“I suppose so, but yet it seems strange. I suppose they know in England how matters are with me, and what must eventually happen if nothing is done.”

“All Europe knows of the difficulties of your position,” I answered diplomatically.

“And all Europe does nothing but look on with folded hands, leaving me helpless to kick against the pricks. Do they think I bear a charmed life to withstand for ever the plots against my life that are being daily formed, and that I can go on for ever avoiding the poison or the dagger or the bullet that my enemies have ever in readiness for me? Do they take me for a zealot so tired of living that I am willing to keep my life always on offer to the first hand daring and shrewd enough to take it? And all this for a freedom which they mouth about and will not help, and for a people who have been corrupted to hate me, though I have doubled their country, led them to victory, and saved them from overwhelming disasters. By Heaven! the ingratitude of this people is as colossal as their selfishness.”

I said nothing, and in a moment his bitterness passed, and he smiled.

“This is poor hearing for one who has come generously to offer me his services, and who has already placed me under a load of obligation. But at least I will be frank with you, Count Benderoff. I can give you this commission, give it gladly, and welcome you for what I believe you to be—an honourable man; but your services are of no use to me. They come too late—too late.”
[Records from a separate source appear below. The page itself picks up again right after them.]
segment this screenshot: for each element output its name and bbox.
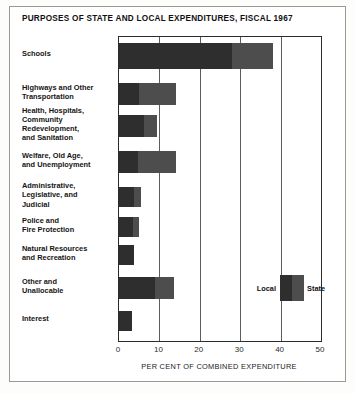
category-label-line: Judicial bbox=[22, 200, 116, 209]
category-label-line: Other and bbox=[22, 277, 116, 286]
legend-swatch-local bbox=[280, 275, 292, 301]
category-label-line: Highways and Other bbox=[22, 83, 116, 92]
category-label: Highways and OtherTransportation bbox=[22, 83, 116, 101]
bar-segment-state bbox=[155, 277, 173, 299]
category-label-line: Fire Protection bbox=[22, 225, 116, 234]
category-label: Police andFire Protection bbox=[22, 216, 116, 234]
category-label: Schools bbox=[22, 49, 116, 58]
bar-segment-local bbox=[119, 311, 132, 331]
bar-segment-state bbox=[133, 217, 139, 237]
category-label-line: Interest bbox=[22, 314, 116, 323]
bar-row bbox=[119, 245, 321, 265]
bar-row bbox=[119, 187, 321, 207]
bar-row bbox=[119, 151, 321, 173]
category-label: Administrative,Legislative, andJudicial bbox=[22, 181, 116, 209]
bar-segment-state bbox=[144, 115, 157, 137]
bar-segment-local bbox=[119, 217, 133, 237]
bar-segment-state bbox=[139, 83, 175, 105]
bar-segment-state bbox=[134, 187, 141, 207]
x-tick-label-40: 40 bbox=[275, 345, 284, 354]
legend-label-local: Local bbox=[246, 284, 276, 293]
category-label: Interest bbox=[22, 314, 116, 323]
bar-segment-local bbox=[119, 245, 134, 265]
category-label-line: Administrative, bbox=[22, 181, 116, 190]
category-label: Health, Hospitals,CommunityRedevelopment… bbox=[22, 106, 116, 143]
bar-row bbox=[119, 43, 321, 69]
bar-segment-local bbox=[119, 43, 232, 69]
bar-segment-local bbox=[119, 187, 134, 207]
category-label-line: Unallocable bbox=[22, 286, 116, 295]
category-label-line: and Unemployment bbox=[22, 160, 116, 169]
bar-segment-local bbox=[119, 151, 138, 173]
category-label-line: Welfare, Old Age, bbox=[22, 151, 116, 160]
bar-row bbox=[119, 311, 321, 331]
category-label-line: Health, Hospitals, bbox=[22, 106, 116, 115]
category-label-line: Community bbox=[22, 115, 116, 124]
x-tick-label-10: 10 bbox=[154, 345, 163, 354]
category-label-line: Police and bbox=[22, 216, 116, 225]
bar-segment-state bbox=[138, 151, 175, 173]
category-label-line: Transportation bbox=[22, 92, 116, 101]
category-label-line: Natural Resources bbox=[22, 244, 116, 253]
bar-row bbox=[119, 115, 321, 137]
category-label-line: and Sanitation bbox=[22, 133, 116, 142]
category-label-line: and Recreation bbox=[22, 253, 116, 262]
category-label-line: Schools bbox=[22, 49, 116, 58]
legend-label-state: State bbox=[307, 284, 325, 293]
x-tick-label-50: 50 bbox=[316, 345, 325, 354]
category-label-line: Redevelopment, bbox=[22, 124, 116, 133]
chart-figure: PURPOSES OF STATE AND LOCAL EXPENDITURES… bbox=[0, 0, 355, 394]
x-tick-label-20: 20 bbox=[194, 345, 203, 354]
bar-segment-state bbox=[232, 43, 272, 69]
bar-row bbox=[119, 217, 321, 237]
bar-segment-local bbox=[119, 83, 139, 105]
x-axis-title: PER CENT OF COMBINED EXPENDITURE bbox=[118, 362, 320, 371]
legend-swatch-state bbox=[292, 275, 304, 301]
category-label: Other andUnallocable bbox=[22, 277, 116, 295]
category-label: Natural Resourcesand Recreation bbox=[22, 244, 116, 262]
x-tick-label-30: 30 bbox=[235, 345, 244, 354]
x-tick-label-0: 0 bbox=[116, 345, 120, 354]
chart-legend: Local State bbox=[268, 275, 316, 301]
category-label: Welfare, Old Age,and Unemployment bbox=[22, 151, 116, 169]
category-label-line: Legislative, and bbox=[22, 190, 116, 199]
bar-segment-local bbox=[119, 277, 155, 299]
bar-segment-local bbox=[119, 115, 144, 137]
chart-title: PURPOSES OF STATE AND LOCAL EXPENDITURES… bbox=[22, 14, 293, 23]
bar-row bbox=[119, 83, 321, 105]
“I do not understand your Highness.”

“It shall not be for want of plain dealing with you, then. The dear friend whose life you saved, and who has brought you to me, is urging—the impossible. She does not know it, or cannot realise it, or will not—what you will; but, mark me well, my days in this ungrateful country are numbered. You will not use the information I give you—but I have resolved to abdicate.”

“To abdicate?” I cried, for this was news indeed.
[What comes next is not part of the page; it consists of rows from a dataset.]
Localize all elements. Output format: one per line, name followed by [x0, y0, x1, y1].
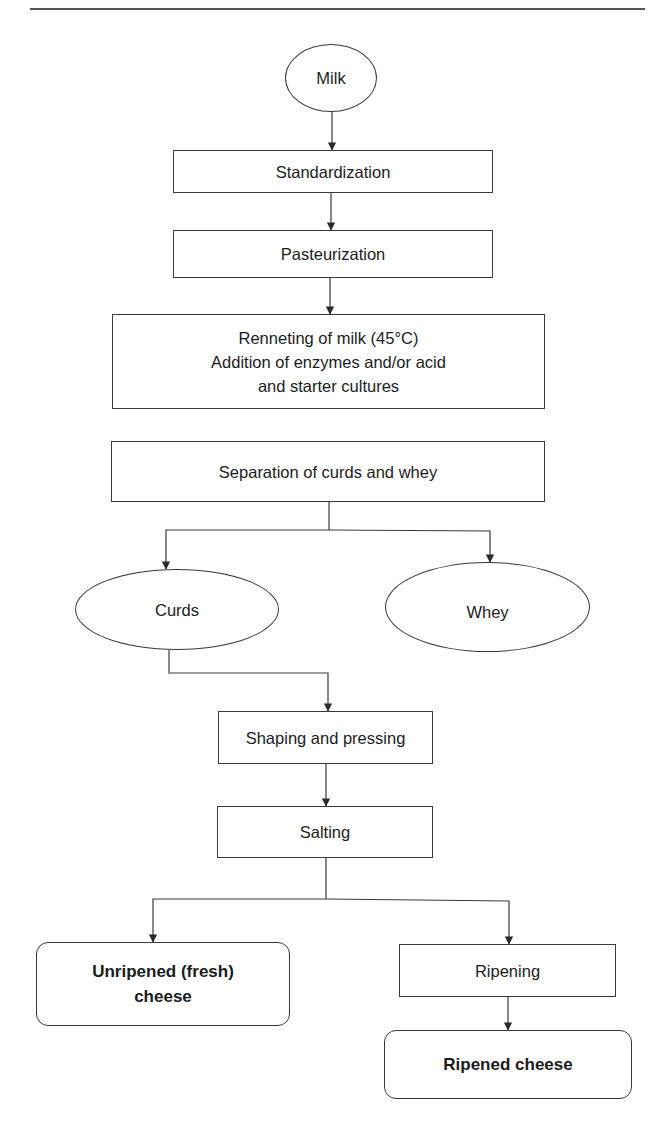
arrow-separation-curds — [166, 530, 329, 569]
arrow-curds-shaping — [169, 650, 328, 711]
node-ripened-cheese: Ripened cheese — [384, 1030, 632, 1099]
arrow-salting-unripened — [153, 899, 326, 942]
node-renneting-line-1: Renneting of milk (45°C) — [239, 326, 419, 350]
arrow-salting-ripening — [326, 899, 509, 944]
node-salting: Salting — [217, 806, 433, 858]
node-pasteurization: Pasteurization — [173, 230, 493, 278]
node-standardization-label: Standardization — [276, 160, 391, 184]
node-separation: Separation of curds and whey — [111, 441, 545, 502]
node-whey-label: Whey — [466, 600, 508, 624]
node-unripened-line-2: cheese — [134, 984, 192, 1009]
node-pasteurization-label: Pasteurization — [281, 242, 386, 266]
clipped-caption — [25, 1124, 445, 1130]
node-ripening-label: Ripening — [475, 959, 540, 983]
node-standardization: Standardization — [173, 150, 493, 193]
node-unripened-line-1: Unripened (fresh) — [92, 959, 234, 984]
node-whey: Whey — [385, 562, 590, 652]
node-milk-label: Milk — [316, 66, 345, 90]
node-shaping-label: Shaping and pressing — [246, 726, 406, 750]
node-curds: Curds — [75, 569, 279, 650]
arrow-separation-whey — [329, 530, 490, 562]
node-curds-label: Curds — [155, 598, 199, 622]
node-separation-label: Separation of curds and whey — [219, 460, 437, 484]
node-milk: Milk — [285, 44, 377, 112]
node-shaping: Shaping and pressing — [218, 711, 433, 764]
node-ripened-label: Ripened cheese — [443, 1052, 572, 1077]
node-renneting: Renneting of milk (45°C) Addition of enz… — [112, 314, 545, 409]
node-ripening: Ripening — [399, 944, 616, 997]
node-renneting-line-2: Addition of enzymes and/or acid — [211, 350, 446, 374]
node-unripened-cheese: Unripened (fresh) cheese — [36, 942, 290, 1026]
node-renneting-line-3: and starter cultures — [258, 374, 399, 398]
node-salting-label: Salting — [300, 820, 350, 844]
“Yes; to abdicate. That is my fixed and irrevocable resolve. Had you brought me the promise of help from England, I would stay and fight it out, and strive to realise those high hopes with which, under God, I declare I accepted the throne. But what can I do alone, or almost alone, against a people who plot and plan to depose or murder me, who have tired already of the puppet ruler which other Powers imposed upon them, and against the cursed canker of this Russian intrigue? In all the land I cannot now tell who is friend and who foe. In my very household the air reeks with conspiracy and intrigue. I know not whether any man I meet by chance may not be sent to do murder. I never lie down at night without wondering whether I shall see the next morning’s sun. I never taste a meal without the thought of poison. I never speak a word without the expectation that it will be carried to the ears of my implacable and ruthless foes. And never a sun rises and sets again without I know that the deadly work of corruption has been carried a stage farther.”

“Such thoughts as these, your Highness, grow by brooding.”